Cyclones unimpacted by climate change: expert

Dr George Walker says the country has been lucky so far with cyclones.

By Margaret Maccoll

There is no strong evidence of significant change in tropical activity due to climate change, cyclone expert Dr George Walker told attendees at the Tewantin U3A talk last Friday.
He said the warming of both sea water and the air above it at the same time is possibly the reason climate change has not affected cyclones.
The Adjunct Professor from James Cook University has studied cyclones since 1968 and led the investigation into Cyclone Tracy that devastated Darwin in Christmas 1974.
Dr Walker’s research has led to changes in building legislation that saw the introduction of increased measures to resist cyclonic winds.
He said when he visited Darwin following Cyclone Tracy, he expected media reports to have exaggerated the damage, but they hadn’t.
“The damage was incredible,” he said.
“Big buildings like schools that had been engineered survived reasonably well. The major damage was to houses. The failures were due to houses not being designed for internal pressures.”
Dr Walker said his major recommendation following the investigation was for houses to be engineered to the same criteria as larger buildings.
“It was radical at the time, but now it’s standard and it didn’t add a lot to costs.”
He said the changes required a major revision of the building code and with strong opposition from the building industry it took 20 years to implement.
Australia is now zoned to meet cyclonic wind speeds of varying intensity and requiring varying building requirements. Noosa is rated zone 2.
Dr Walker said houses built before 1980s if they haven’t been strengthened would not survive the winds of Cyclone Tracy.
Dr Walker said no cyclones in recent years had matched the destructive capabilities of the Mackay and Innisfail cyclones in 1918 or Cyclone Mahina in 1899 which claimed the lives of 300 Europeans and an unknown number of Aboriginals at Bathurst Bay, Cape York.
“We’ve been lucky,” he said. Part of that luck has been the timing in relation to the tides.
Both Cylcone Tracy and Cyclone Yasi, that hit Tully and Cardwell in 2011, made land at low tide which lessened the effects of their storm surges. The cyclone season in Queensland runs from November to April.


◆ **Assignment**
Return, verbatim and in full, the records that follow, but not their pictures.

◆ **Provided information**
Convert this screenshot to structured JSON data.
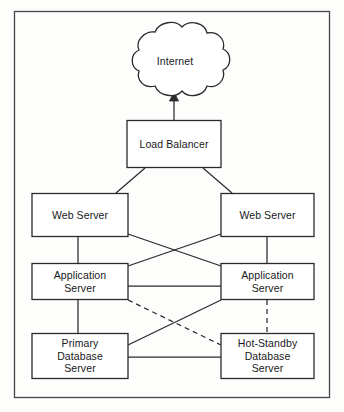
{
  "diagram": {
    "type": "network-architecture",
    "style": {
      "background_color": "#fdfdfc",
      "line_color": "#2b2b2e",
      "frame_color": "#45454a",
      "text_color": "#18181a",
      "node_fill": "#ffffff"
    },
    "frame": {
      "label": "diagram-border"
    },
    "nodes": {
      "internet": {
        "label": "Internet",
        "shape": "cloud"
      },
      "load_balancer": {
        "label": "Load Balancer",
        "shape": "rectangle"
      },
      "web_server_left": {
        "label": "Web Server",
        "shape": "rectangle"
      },
      "web_server_right": {
        "label": "Web Server",
        "shape": "rectangle"
      },
      "app_server_left": {
        "label": "Application\nServer",
        "shape": "rectangle"
      },
      "app_server_right": {
        "label": "Application\nServer",
        "shape": "rectangle"
      },
      "db_primary": {
        "label": "Primary\nDatabase\nServer",
        "shape": "rectangle"
      },
      "db_standby": {
        "label": "Hot-Standby\nDatabase\nServer",
        "shape": "rectangle"
      }
    },
    "edges": [
      {
        "name": "load-balancer-to-internet",
        "from": "load_balancer",
        "to": "internet",
        "style": "solid",
        "arrow": "to-internet"
      },
      {
        "name": "load-balancer-to-web-left",
        "from": "load_balancer",
        "to": "web_server_left",
        "style": "solid",
        "arrow": "none"
      },
      {
        "name": "load-balancer-to-web-right",
        "from": "load_balancer",
        "to": "web_server_right",
        "style": "solid",
        "arrow": "none"
      },
      {
        "name": "web-left-to-app-left",
        "from": "web_server_left",
        "to": "app_server_left",
        "style": "solid",
        "arrow": "none"
      },
      {
        "name": "web-right-to-app-right",
        "from": "web_server_right",
        "to": "app_server_right",
        "style": "solid",
        "arrow": "none"
      },
      {
        "name": "web-left-to-app-right",
        "from": "web_server_left",
        "to": "app_server_right",
        "style": "solid",
        "arrow": "none"
      },
      {
        "name": "web-right-to-app-left",
        "from": "web_server_right",
        "to": "app_server_left",
        "style": "solid",
        "arrow": "none"
      },
      {
        "name": "app-left-to-app-right",
        "from": "app_server_left",
        "to": "app_server_right",
        "style": "solid",
        "arrow": "none"
      },
      {
        "name": "app-left-to-db-primary",
        "from": "app_server_left",
        "to": "db_primary",
        "style": "solid",
        "arrow": "none"
      },
      {
        "name": "db-primary-to-app-right",
        "from": "db_primary",
        "to": "app_server_right",
        "style": "solid",
        "arrow": "none"
      },
      {
        "name": "app-left-to-db-standby",
        "from": "app_server_left",
        "to": "db_standby",
        "style": "dashed",
        "arrow": "none"
      },
      {
        "name": "app-right-to-db-standby",
        "from": "app_server_right",
        "to": "db_standby",
        "style": "dashed",
        "arrow": "none"
      },
      {
        "name": "db-primary-to-db-standby",
        "from": "db_primary",
        "to": "db_standby",
        "style": "solid",
        "arrow": "none"
      }
    ]
  }
}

◆ **Response area**
Convert this screenshot to structured JSON data.
{
  "diagram": {
    "type": "network-architecture",
    "style": {
      "background_color": "#fdfdfc",
      "line_color": "#2b2b2e",
      "frame_color": "#45454a",
      "text_color": "#18181a",
      "node_fill": "#ffffff"
    },
    "frame": {
      "label": "diagram-border"
    },
    "nodes": {
      "internet": {
        "label": "Internet",
        "shape": "cloud"
      },
      "load_balancer": {
        "label": "Load Balancer",
        "shape": "rectangle"
      },
      "web_server_left": {
        "label": "Web Server",
        "shape": "rectangle"
      },
      "web_server_right": {
        "label": "Web Server",
        "shape": "rectangle"
      },
      "app_server_left": {
        "label": "Application\nServer",
        "shape": "rectangle"
      },
      "app_server_right": {
        "label": "Application\nServer",
        "shape": "rectangle"
      },
      "db_primary": {
        "label": "Primary\nDatabase\nServer",
        "shape": "rectangle"
      },
      "db_standby": {
        "label": "Hot-Standby\nDatabase\nServer",
        "shape": "rectangle"
      }
    },
    "edges": [
      {
        "name": "load-balancer-to-internet",
        "from": "load_balancer",
        "to": "internet",
        "style": "solid",
        "arrow": "to-internet"
      },
      {
        "name": "load-balancer-to-web-left",
        "from": "load_balancer",
        "to": "web_server_left",
        "style": "solid",
        "arrow": "none"
      },
      {
        "name": "load-balancer-to-web-right",
        "from": "load_balancer",
        "to": "web_server_right",
        "style": "solid",
        "arrow": "none"
      },
      {
        "name": "web-left-to-app-left",
        "from": "web_server_left",
        "to": "app_server_left",
        "style": "solid",
        "arrow": "none"
      },
      {
        "name": "web-right-to-app-right",
        "from": "web_server_right",
        "to": "app_server_right",
        "style": "solid",
        "arrow": "none"
      },
      {
        "name": "web-left-to-app-right",
        "from": "web_server_left",
        "to": "app_server_right",
        "style": "solid",
        "arrow": "none"
      },
      {
        "name": "web-right-to-app-left",
        "from": "web_server_right",
        "to": "app_server_left",
        "style": "solid",
        "arrow": "none"
      },
      {
        "name": "app-left-to-app-right",
        "from": "app_server_left",
        "to": "app_server_right",
        "style": "solid",
        "arrow": "none"
      },
      {
        "name": "app-left-to-db-primary",
        "from": "app_server_left",
        "to": "db_primary",
        "style": "solid",
        "arrow": "none"
      },
      {
        "name": "db-primary-to-app-right",
        "from": "db_primary",
        "to": "app_server_right",
        "style": "solid",
        "arrow": "none"
      },
      {
        "name": "app-left-to-db-standby",
        "from": "app_server_left",
        "to": "db_standby",
        "style": "dashed",
        "arrow": "none"
      },
      {
        "name": "app-right-to-db-standby",
        "from": "app_server_right",
        "to": "db_standby",
        "style": "dashed",
        "arrow": "none"
      },
      {
        "name": "db-primary-to-db-standby",
        "from": "db_primary",
        "to": "db_standby",
        "style": "solid",
        "arrow": "none"
      }
    ]
  }
}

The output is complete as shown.